Scientists pinpoint virus which could be the cause of deadly polio-like illness

Scientists are a step closer to working out what is causing a mysterious polio-like illness which struck and paralysed hundreds of children in the UK and US last year.

New research has proven an already-known virus caused at least one case of acute flaccid myelitis (AFM), a potentially-deadly nerve-damaging illness.

AFM was last year diagnosed in at least 228 people in the US and 28 in the UK, many of them young children.

The incurable illness is crippling and often leaves patients with paralysed arms and legs.

But doctors and scientists have been puzzled by the condition, struggling to understand what causes it and only being able to spot it once symptoms start.

Chloe Stevenson, a three-year-old from Plymouth, Devon, has spent months receiving hospital treatment being left with a paralysed left arm after developing acute flaccid myelitis, a rare and poorly understood condition which can cause devastating nerve damage

Chloe Stevenson, a three-year-old from Plymouth, Devon, has spent months receiving hospital treatment being left with a paralysed left arm after developing acute flaccid myelitis, a rare and poorly understood condition which can cause devastating nerve damage

Chloe's mother, Vanessa Carter, said she 'struggled to cope' with doctors not being able to explain her daughter's condition

At her worst, Chloe could only wake up for five minutes at a time because she was so tired, her mother Ms Carter said, but her condition has steadily improved since she fell ill in the autumn

 At her worst, Chloe could only wake up for five minutes at a time because she was so tired, her mother Ms Carter said, but her condition has steadily improved since she fell ill in the autumn

Scientists at the University of Minnesota and the US's Centers for Disease Control and Prevention believe enterovirus-D68 (EV-D68) may be causing the illness.

They found the virus in the spinal fluid of one out of six children who got AFM, and they could prove it caused the illness, Minnesota's Star Tribune reported.

'The fact that we were able to definitively identify the EV-D68 virus as the cause of paralysis in one of our Minnesota patients does suggest this virus as a probable cause in our other recent AFM cases,' said Dr Heidi Moline, the study author.

EV-D68 had been found in the spinal fluid of another patient in California before, but the sample was contaminated so the evidence couldn't be used.

This, Dr Moline said, is the first 'true confirmation' of it causing the disease.

The virus was first recorded in patients in the US in 1987 but numbers were low. It has become increasingly common over time but is hard to keep track of.

Many people can become infected with the virus but not develop any illness, while those who do generally only get a runny nose or cough.

WHAT IS ACUTE FLACCID MYELITIS (AFM)?

The term 'myelitis' means inflammation of the spinal cord.

Transverse myelitis is the broad name of the disease, and there are various sub-types.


■ WHAT NEEDS TO BE DONE
Needed from the data below: every line from the one with "At what (x,y)" up to and including the one with "This screenshot has height=222, width=469.", repeated exactly and with nothing else.

■ EXTRACTED RECORDS
▬▬▬▬▬▬

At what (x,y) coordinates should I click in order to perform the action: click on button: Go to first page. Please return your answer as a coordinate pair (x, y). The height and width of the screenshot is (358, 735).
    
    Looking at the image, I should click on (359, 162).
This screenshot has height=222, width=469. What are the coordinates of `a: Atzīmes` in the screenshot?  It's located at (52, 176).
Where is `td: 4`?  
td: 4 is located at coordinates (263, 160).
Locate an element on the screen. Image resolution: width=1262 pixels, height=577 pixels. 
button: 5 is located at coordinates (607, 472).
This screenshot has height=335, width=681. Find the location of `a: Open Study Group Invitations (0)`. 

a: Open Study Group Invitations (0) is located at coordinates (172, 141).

▬▬▬▬▬▬

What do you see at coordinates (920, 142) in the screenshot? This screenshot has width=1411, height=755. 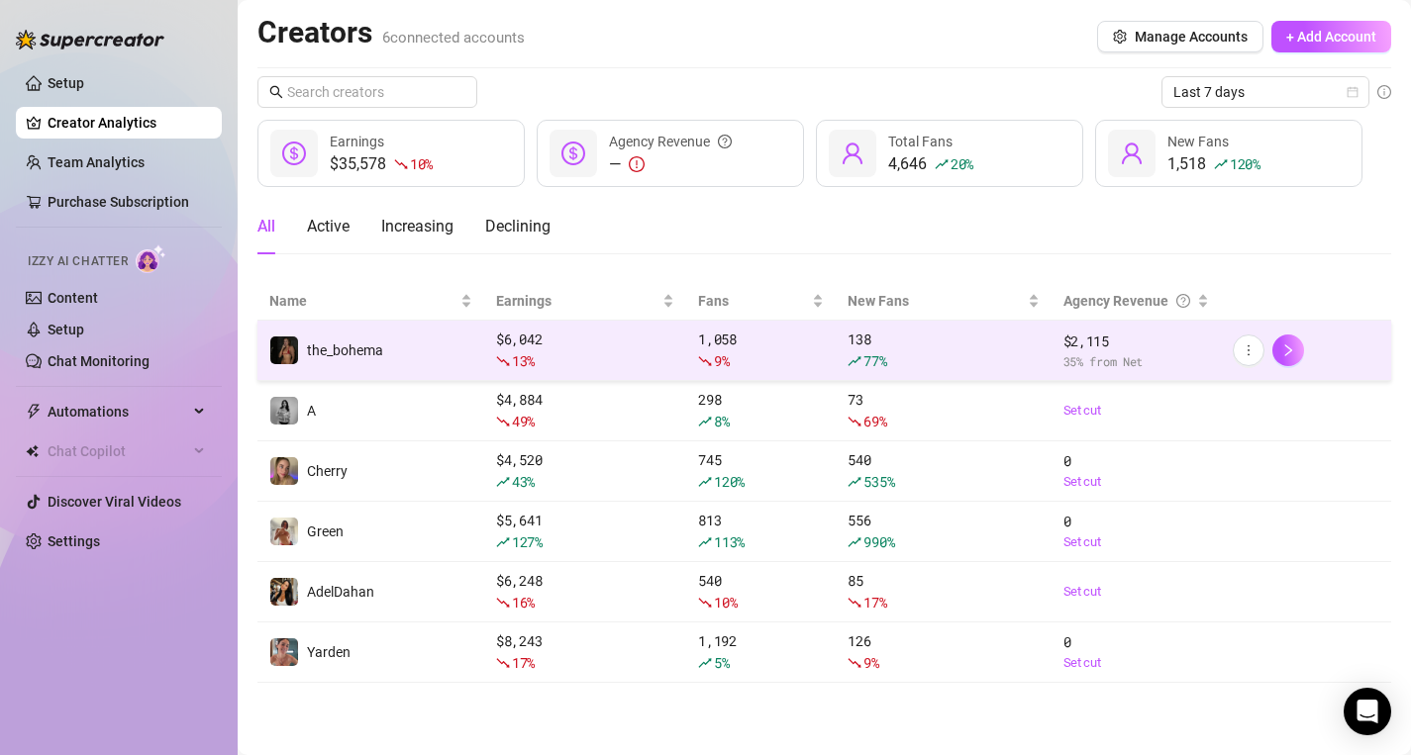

▬▬▬▬▬▬

■ SOLUTION FOR THIS TASK
At what (x,y) coordinates should I click in order to perform the action: click on button: Go to first page. Please return your answer as a coordinate pair (x, y). The height and width of the screenshot is (358, 735).
    
    Looking at the image, I should click on (359, 162).
This screenshot has height=222, width=469. What are the coordinates of `a: Atzīmes` in the screenshot?  It's located at (52, 176).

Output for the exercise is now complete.